MANIAC (1980)




HORRORS! 'MANIAC' ENOUGH TO MAKE YOU SICK, BUT NOT ENOUGH TO MAKE THEM STOP

Philadelphia Inquirer, The (PA) - February 27, 1981

Author: DESMOND RYAN

By Desmond Ryan

Inquirer Movie Critic

There are a fair number of films that make you want to throw up your hands in despair. Maniac simply makes one want to throw up.

To call this horror film the work of sick and irresponsible perverts is to demean the honor of perverts. In seven years of watching films for a living, I have walked out before the often-bitter end on only two occasions. This review is based on the first 40 blood-drenched minutes, which was as much of this unspeakable and genuinely depraved film as I could stomach.

Anyone ill-advised enough to venture into the presence of this disgusting venture should adopt the tactic favored by the fans of the woeful New Orleans Saints last season. This involved sitting in the stands with the head covered by a large, brown-paper bag, which afforded the double benefit of disguising one's attendance and obscuring the countless errors of the team on the field. For Maniac , it should also help with the nausea to which anyone with a claim to humanity will undoubtedly succumb.

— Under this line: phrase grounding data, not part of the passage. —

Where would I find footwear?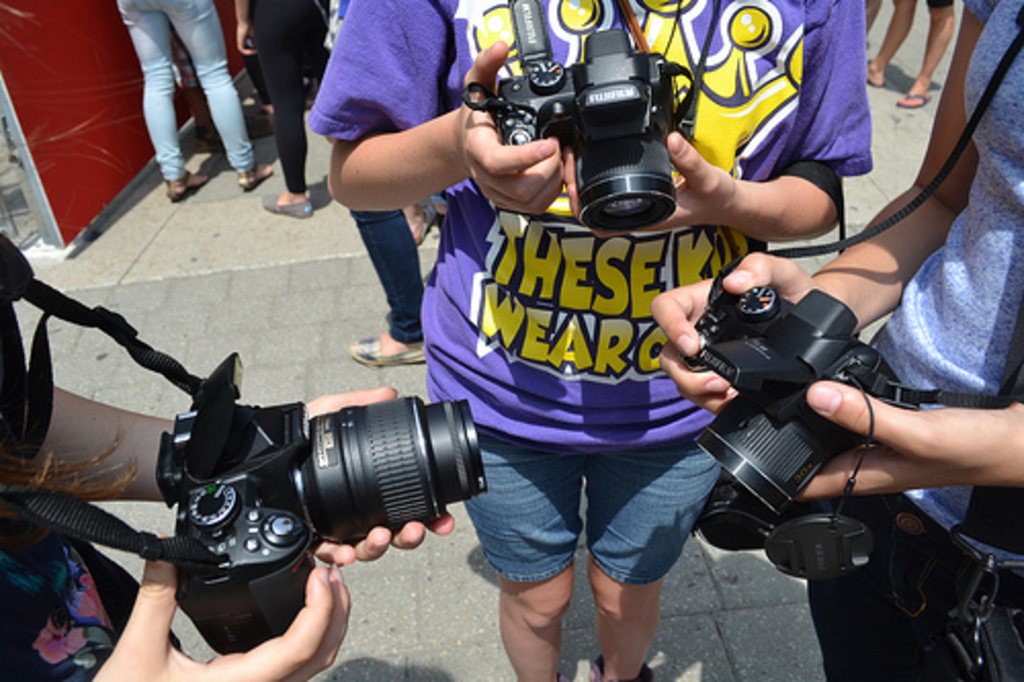
At <region>242, 162, 274, 188</region>.
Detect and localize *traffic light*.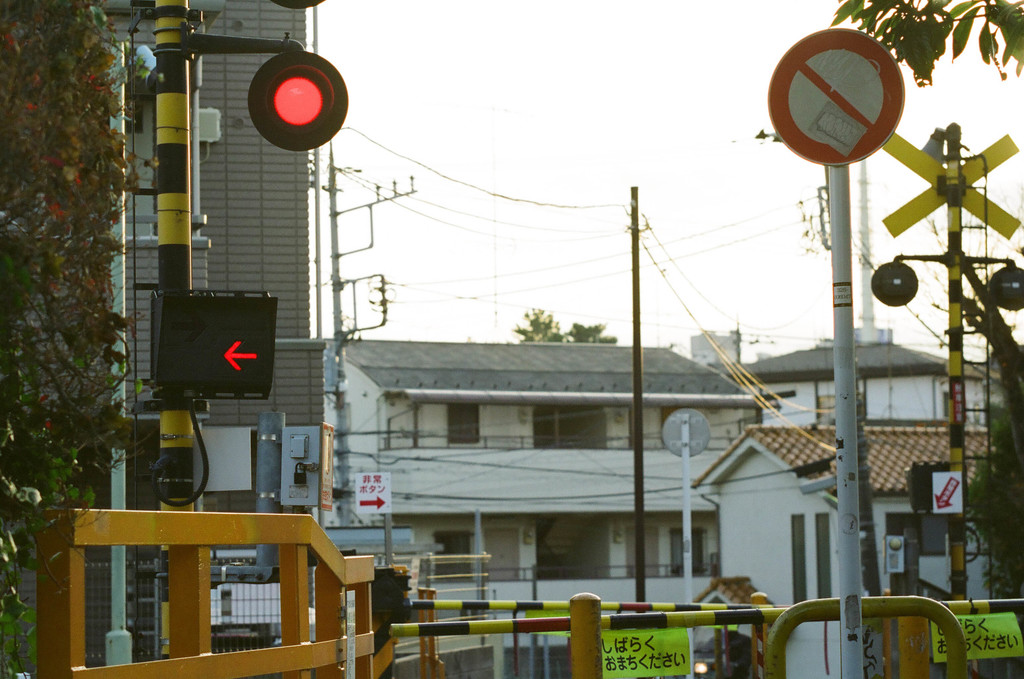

For some time, it has been clear that, having exhausted themselves of original ideas, horror-film directors are now engaged in a blood-slinging contest. The situation in these movies is always the same - a woman alone and in peril is murdered in gruesome circumstances. Sometimes her companion - usually her lover - is done in for good measure.

In the normal run, I would ignore Maniac in the same way that one might cross the street to avoid a dead cat. However, there are aspects of this film that demand denunciation. And because the City Council and the Human Relations Commission are too busy condemning Fort Apache , to worry about what a film like Maniac does to the mental health of the citizenry, the matter has to be raised here.

I call this movie irresponsible for two reasons. First, it caters to instincts and feelings of a baseness that I don't even want to think about. This is not entertainment or the mild titillation of being scared. This is gross pandering. Secondly, the people who made Maniac - its director is a man of 26 named William Lustig - don't seem to know or care about what effect it might have on a sick or deranged mind. I have no way of proving such a connection, but the thought of certain men seeing it and then creeping off to a subway does not sit well with me.

The maniac in this instance is played by Joe Spinell. He has a penchant for selecting victims at random, scalping them and using the hair to adorn mannequins. The credits are preceded by one throat-cutting (woman) and one garroting (man). They are followed by one strangulation and scalping and one shotgun blast at a head. At this point Ileft the screening room and an ashen- faced veteran projectionist.

Beyond the specifics and a ghastly love of detail with which these killings are depicted is a more urgent issue. Maniac is the epitome of the new pornography, propaganda for an attitude about women that is obscene in a manner not found in sex films. Hard-core pornography tends to dominate women, but at least it does not exude the festering hatred of them to be found in Maniac . There is some incredibly twisted Calvinism at work in these films that says that women whose conduct is "loose" should be punished in ever more dreadful ways.

The film is doing well at the box office in New York, which means there are a lot of people who think of this as entertainment. That should terrify and appall anyone who cares about the state of our country. Mr. Lustig obviously does not. His film belongs in an abbatoir, not a theater. Space and the restraints of language imposed by a newspaper prevent me from discussing where he belongs.